An odd couple, then, but with more in common than might have at first appeared-not least a shared desire to escape the summer heat and enjoy the breezes out to sea.

The largest of the Prince’s Islands advanced swiftly over the sun-pricked waters. The sails were furled, one by one; the canvas slapped, the chain ran out, and soon the boat was drawn alongside the quay. The Greek sailors stepped ashore with coiled rope and lazy familiarity.

A few minutes later, Yashim and his old friend had exchanged the sea breeze for the equally welcome shade of the ancient limes that flanked the path up to the monastery of Hristos. The air smelled of charcoal and roasted meat where the kebab vendors had set up their braziers in the shade; the cool white walls of the island houses and their ocher pantiled roofs, peeped through the trees. Others shared their path: veiled women in long striped coats, a sailor in a shirt without a collar, a Greek priest in high canonicals, little boys on errands with bare feet, and a stout woman in a headscarf who rolled along after her donkey, its panniers stuffed with reeds.

Close to the gateway of the monastery, set back from the avenue, stood a small cafe.

“Sherbet, Yash. They’ll do a pear syrup here, too,” Palewski suggested, steering his friend gently by the arm toward the cafe path.

Two men swerved past them, running up the hill.

“So hot,” Palewski murmured, raising an eyebrow.

Cushions were scattered on carpets spread beneath the boughs of an enormous pine, whose resinous fragrance perfumed the air. A boy in a waistcoat took their orders: he seemed distracted, glancing now and then through the trees toward the avenue of limes.

“Pear, not apple,” Yashim corrected him. “Pear for my friend, and coffee, medium sweet, for me.”

The two friends lay in companionable silence, watching the sky through the boughs of the tree. Rooks cawed in the upper branches; farther off, Yashim could hear a murmur of indistinct voices like wind soughing in the pines.

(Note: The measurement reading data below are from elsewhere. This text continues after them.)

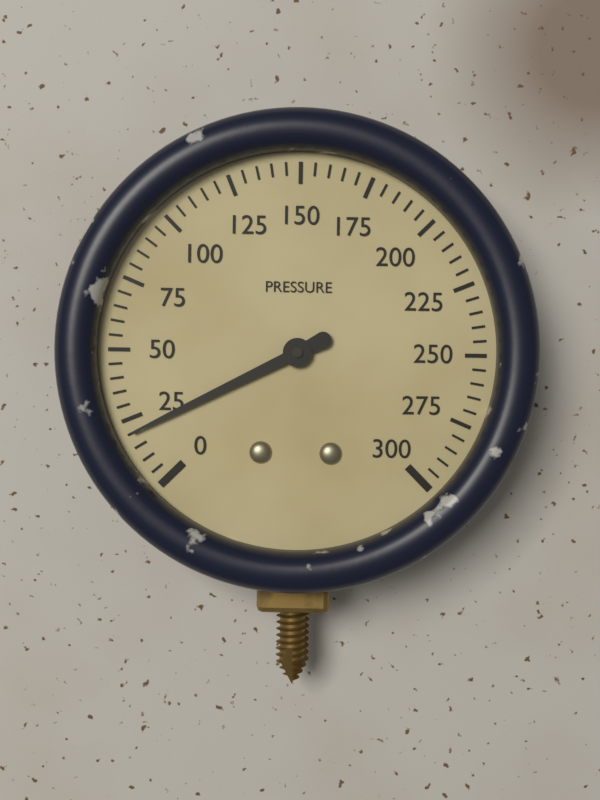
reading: 20 (no unit)
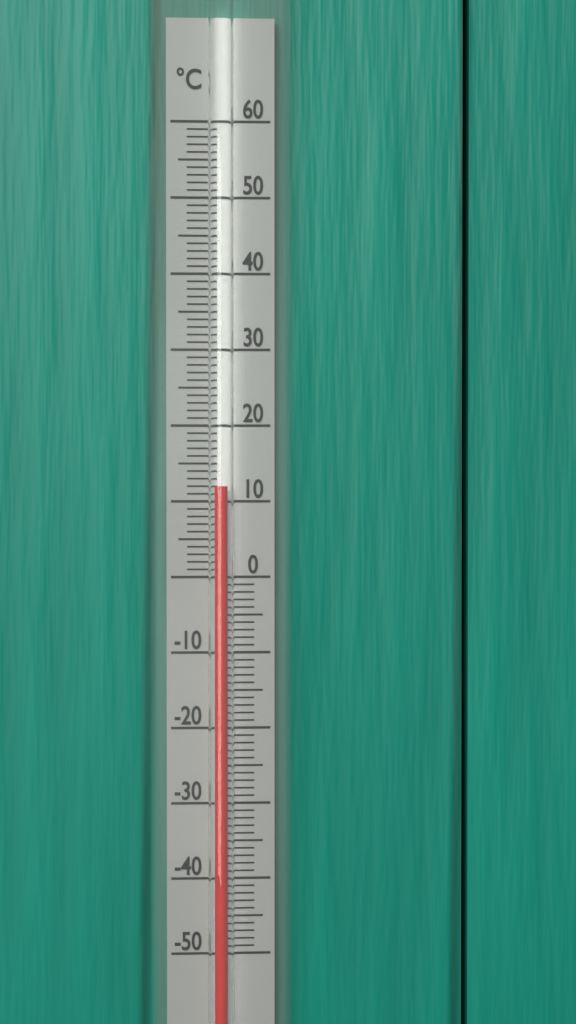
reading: 12 °C
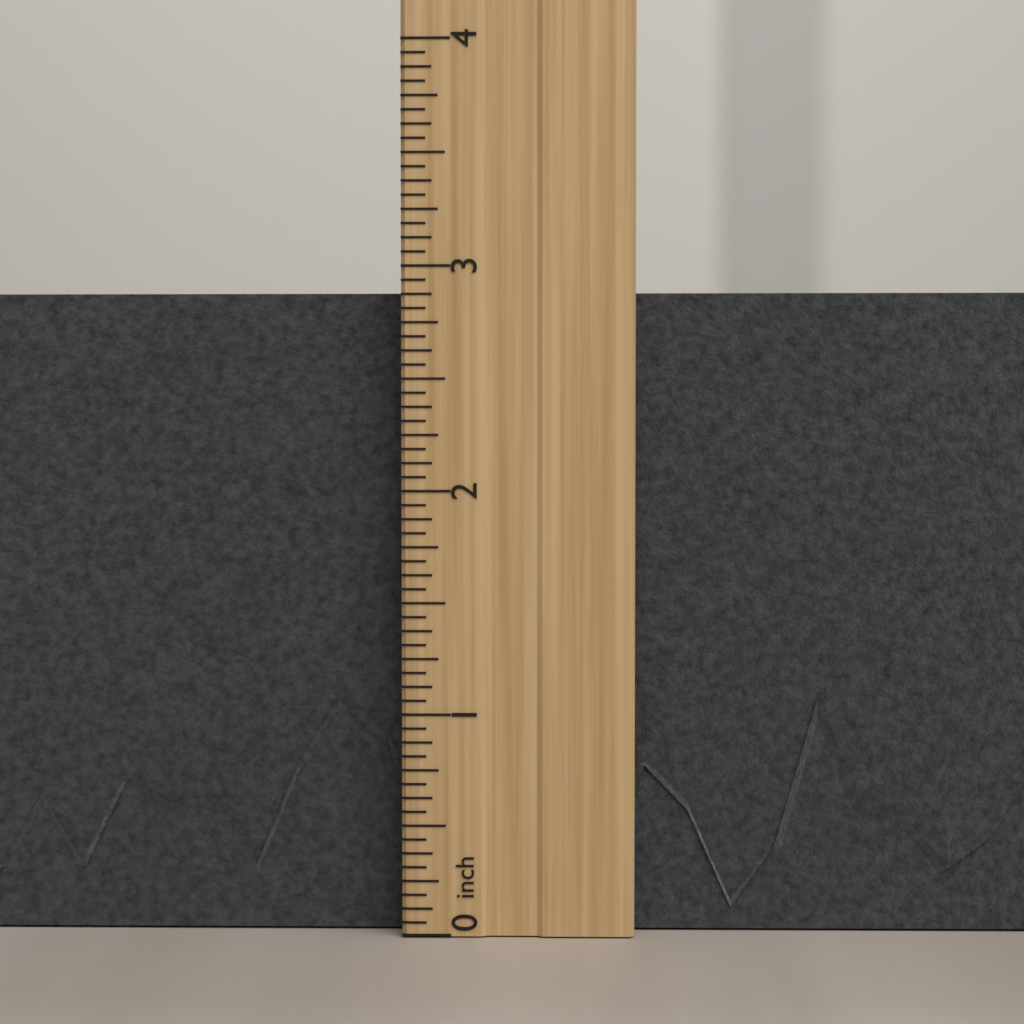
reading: 2.9375 inch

Palewski dipped into his pocket. He brought out a slim volume bound in soft red leather, which he opened and began to read.

Yashim struggled for a few moments with the curiosity that comes over anyone when they watch someone else with their nose in a book. Then he gave up.

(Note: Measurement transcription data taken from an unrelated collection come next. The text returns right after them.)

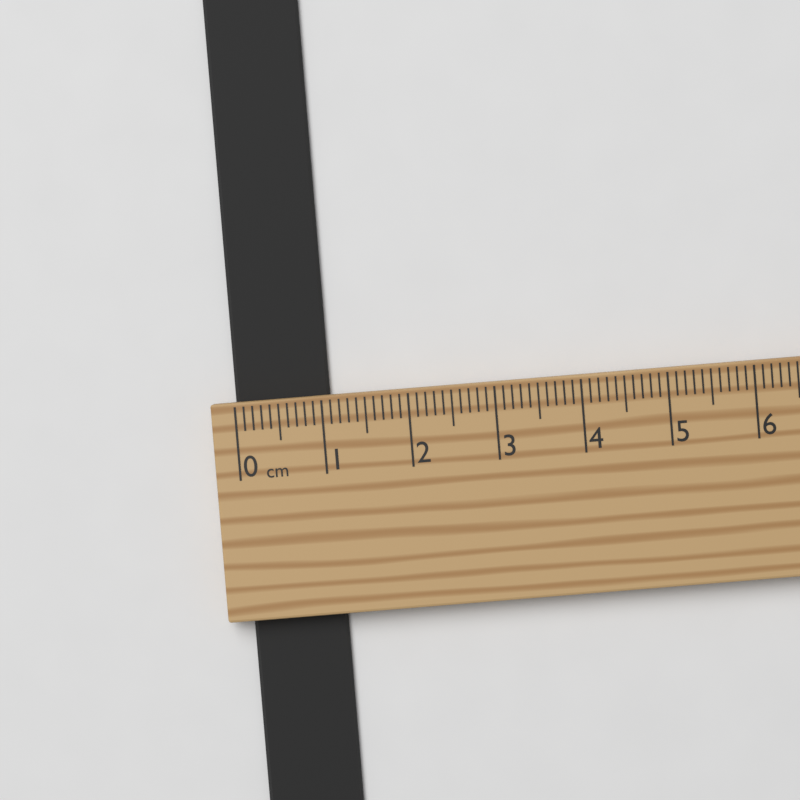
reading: 1.1 cm
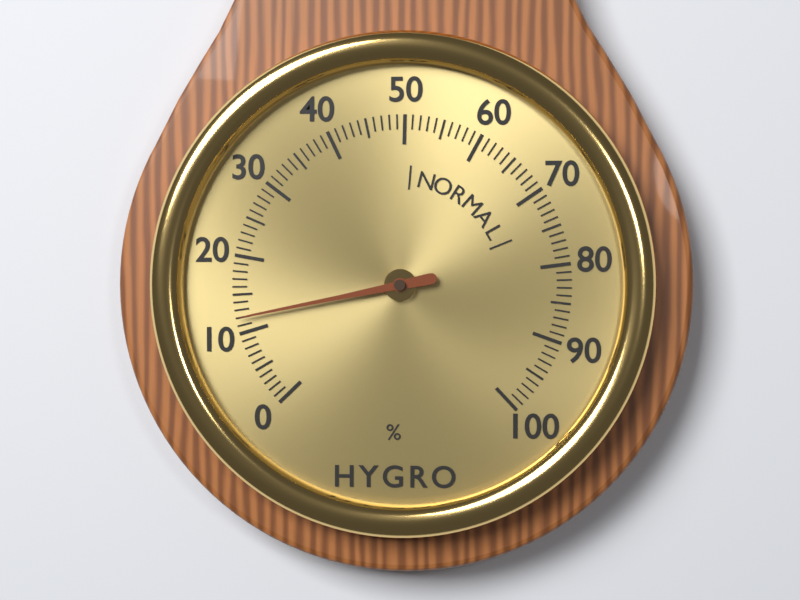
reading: 12 %
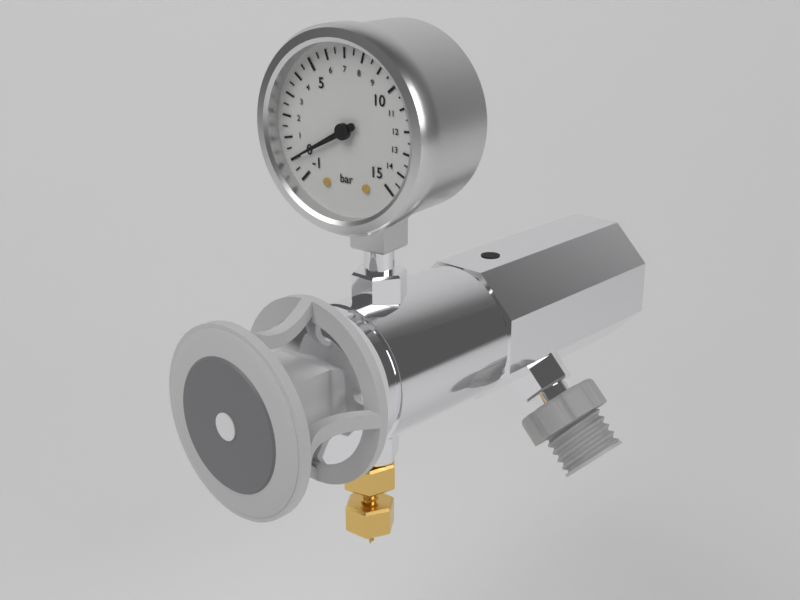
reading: 0.0 bar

“ Pan Tadeusz — again,” Palewski replied, with a smile.

“The national epic,” Yashim murmured. “Of course.”

“Really, I never tire of it,” Palewski said. “It is the Poland I represent. Poland in the old days.” He sighed. “I wrote to Mickiewicz, proposing a French translation.”

“The poet? And did he reply?”

Palewski nodded. “Of course, he could do it himself. He lives in Paris. But he said he’d be delighted if I’d like to try.”

“And you’ve begun?”

“Awfully hard, Yashim.” Palewski leaned back and closed his eyes. He flung up a hand toward the trees and began to recite:

“Litwo! Ojczyzno moja! Ty jeste jak zdrowie.

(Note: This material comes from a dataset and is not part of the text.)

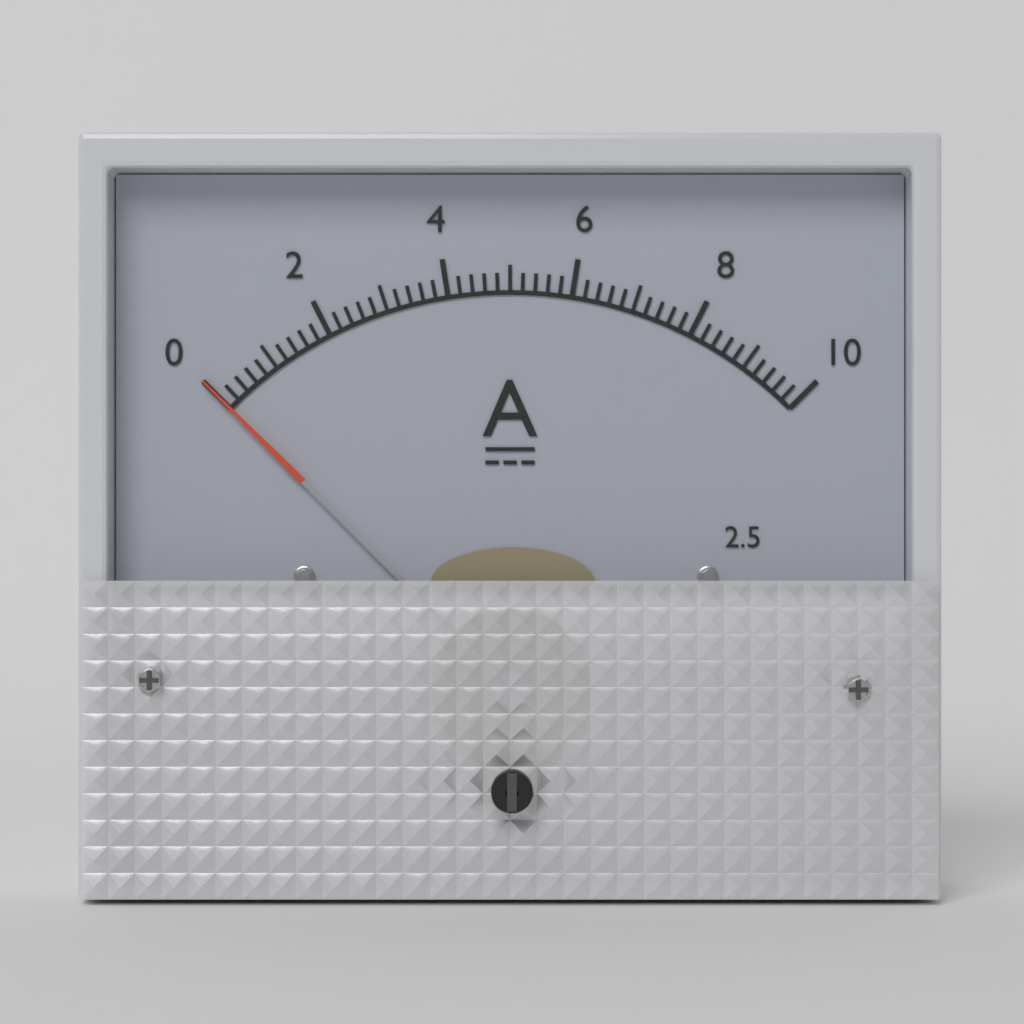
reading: 0.0 A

Ile ci trzeba ceni, ten tylko si dowie,

Kto ci stracil. Dzi pi kno tw w calej ozdobie

Widz i opisuj, bo t skni po tobie.”

Yashim could not understand the words; he had stopped listening. He could hear a sound like angry bees, buzzing farther up the avenue; now and again he heard shouts.

“I’ve made a start, Yash, but it’s picking the words. And matching the rhyme-”

Yashim bent forward and touched his knee. “Don’t go away,” he said.

“But I haven’t given you my translation yet.”

Yashim had scrambled to his feet. “I’ll listen later.”

“Your coffee’s coming.”

“I’ll be back.”

He went to the avenue and turned up the hill. A few hundred yards ahead he could make out the wooden gate of the monastery. The gate was shut, and outside it a few dozen men were standing in a semicircle, their backs toward Yashim.